AbstractIn the study of human action recognition, two-stream networks have made excellent progress recently. However, there remain challenges in distinguishing similar human actions in videos. This paper proposes a novel local-aware spatio-temporal attention network with multi-stage feature fusion based on compact bilinear pooling for human action recognition. To elaborate, taking two-stream networks as our essential backbones, the spatial network first employs multiple spatial transformer networks in a parallel manner to locate the discriminative regions related to human actions. Then, we perform feature fusion between the local and global features to enhance the human action representation. Furthermore, the output of the spatial network and the temporal information are fused at a particular layer to learn the pixel-wise correspondences. After that, we bring together three outputs to generate the global descriptors of human actions. To verify the efficacy of the proposed approach, comparison experiments are conducted with the traditional hand-engineered IDT algorithms, the classical machine learning methods (i.e., SVM) and the state-of-the-art deep learning methods (i.e., spatio-temporal multiplier networks). According to the results, our approach is reported to obtain the best performance among existing works, with the accuracy of 95.3% and 72.9% on UCF101 and HMDB51, respectively. The experimental results thus demonstrate the superiority and significance of the proposed architecture in solving the task of human action recognition.


2021 ◽  
Author(s):  
J. L. Webber ◽  
S. Wigley ◽  
N. Paling ◽  
Z. Kapelan ◽  
G. Fu

Abstract This research addresses the need to transform success in technical understanding and practical implementation of surface water management (SWM) interventions at a site-scale towards integrated landscape-scale management.

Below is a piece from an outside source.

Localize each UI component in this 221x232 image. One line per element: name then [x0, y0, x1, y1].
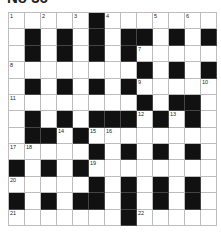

We achieve this through targeting the informative preliminary stages of strategic design, where broad, early and effective exploration of opportunities can enhance and direct a regional SWM perspective. We present a new method, ‘Synthetic Stream Networks’ (SSN), capable of meeting these requirements by taking advantage of easily accessible data, likely to be available during regional screening. We find that results from the SSN are validated by existing, ‘downstream’ focused data (90% of the river network is within 30 m of an associated SSN flow path), with the added advantage of extending understanding of surface water exceedance flow paths and watersheds into the upper catchment, thus establishing a foundational and physically based sub-catchment management unit exploring surface water connectivity at a catchment and landscape scale. We also demonstrate collaborative advantages of twinning the new SSN method with ‘Rapid Scenario Screening’ (RSS) to develop a novel approach for identifying, exploring and evaluating SWM interventions. Overall, we find that this approach addresses challenges of integrating understanding from sub-catchment, catchment and landscape perspectives within surface water management.